ASSIGNMENT ->
All that is needed is the line containing "Locate an element on the screen. Image" and the lines after it to the end of the material, written out exactly, pictures left aside.
--- RECORDED DATA Enclosed Below ---
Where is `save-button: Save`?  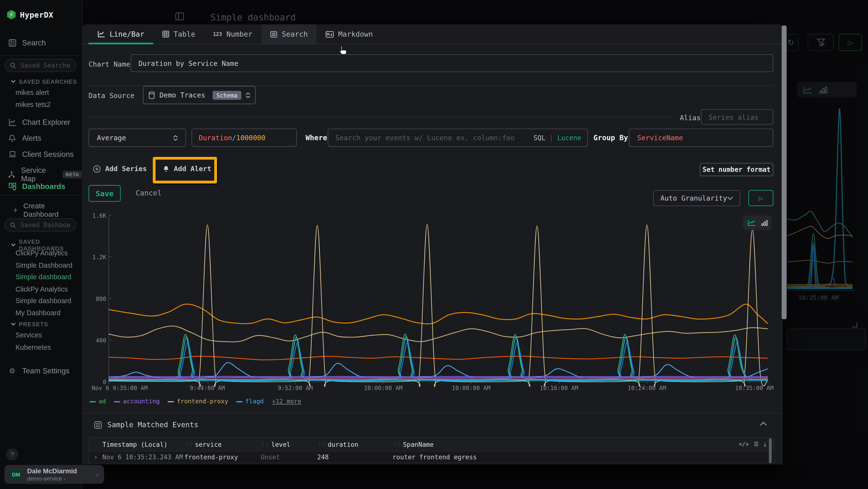 save-button: Save is located at coordinates (104, 194).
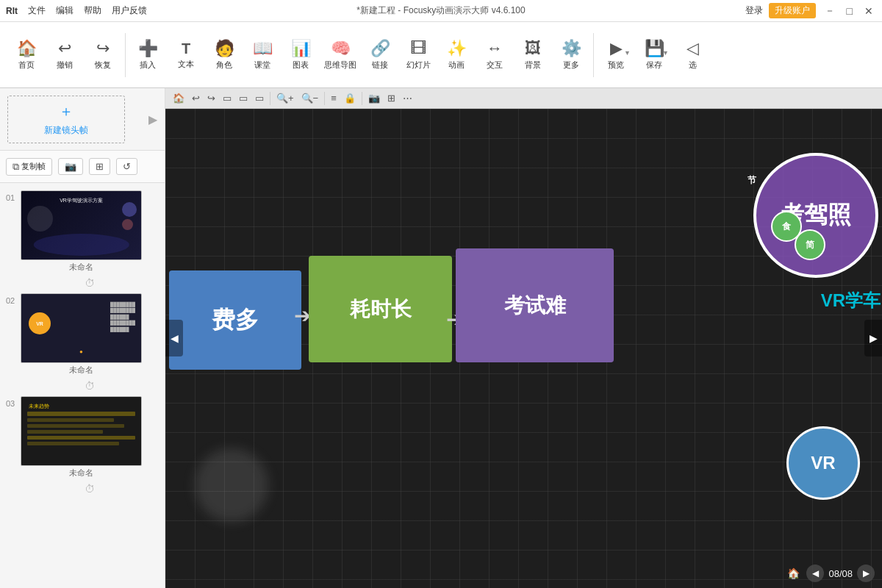  I want to click on box-blue: 费多, so click(235, 320).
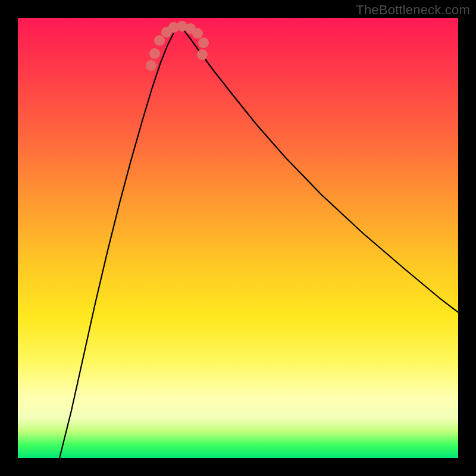 This screenshot has height=476, width=476. I want to click on valley-markers-group, so click(177, 46).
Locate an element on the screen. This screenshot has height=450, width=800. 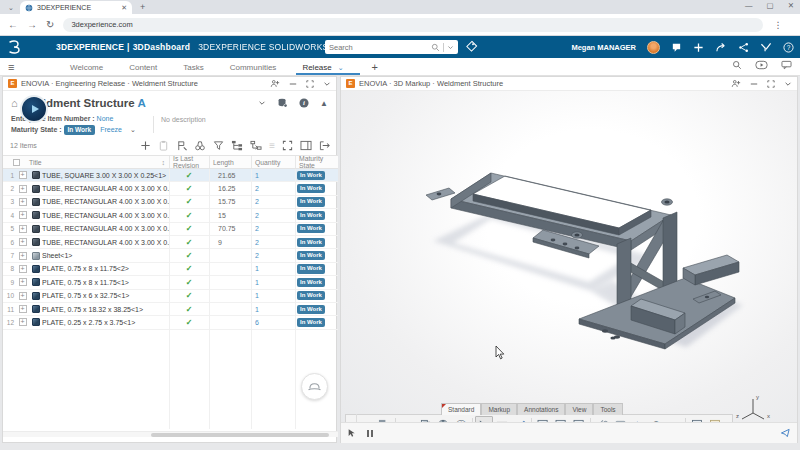
share-icon is located at coordinates (721, 48).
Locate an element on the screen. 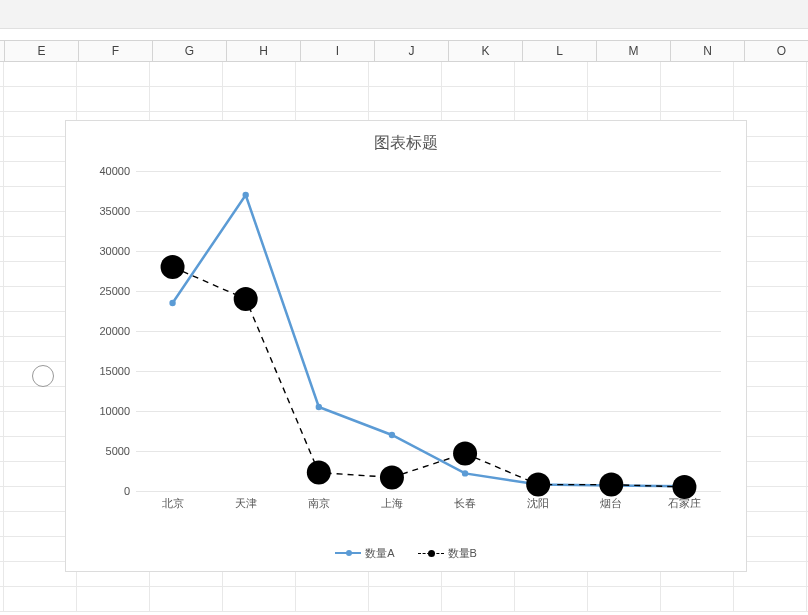  x-axis-label: 南京 is located at coordinates (319, 504).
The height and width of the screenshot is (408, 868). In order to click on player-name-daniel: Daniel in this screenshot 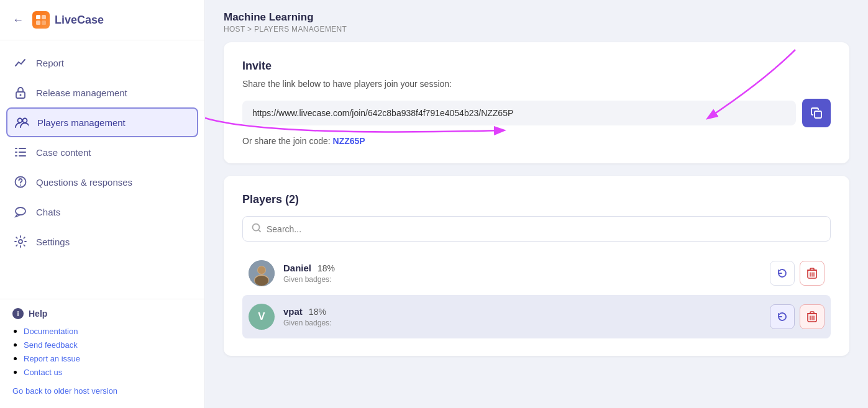, I will do `click(297, 268)`.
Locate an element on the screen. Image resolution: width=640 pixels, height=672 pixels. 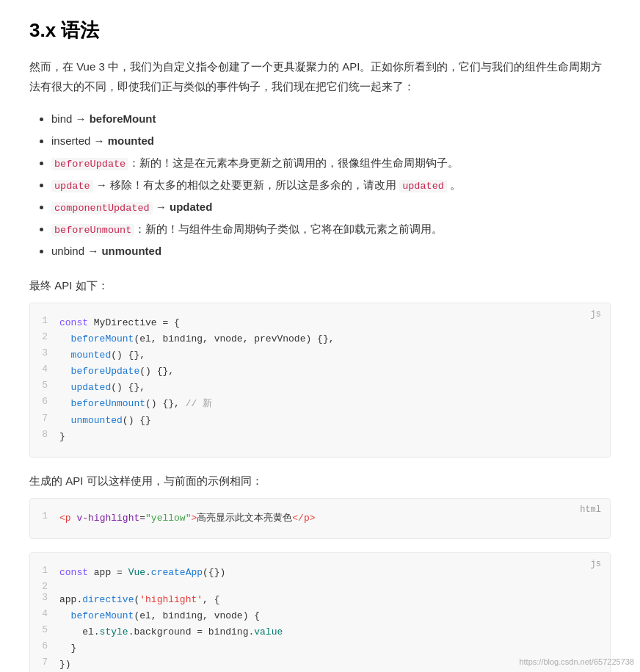
list-item-beforeunmount-text: beforeUnmount：新的！与组件生命周期钩子类似，它将在卸载元素之前调用… is located at coordinates (247, 229).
--- End of Enclosed RECORDED DATA ---
ANSWER ->
Locate an element on the screen. Image resolution: width=640 pixels, height=672 pixels. 
list-item-beforeunmount-text: beforeUnmount：新的！与组件生命周期钩子类似，它将在卸载元素之前调用… is located at coordinates (247, 229).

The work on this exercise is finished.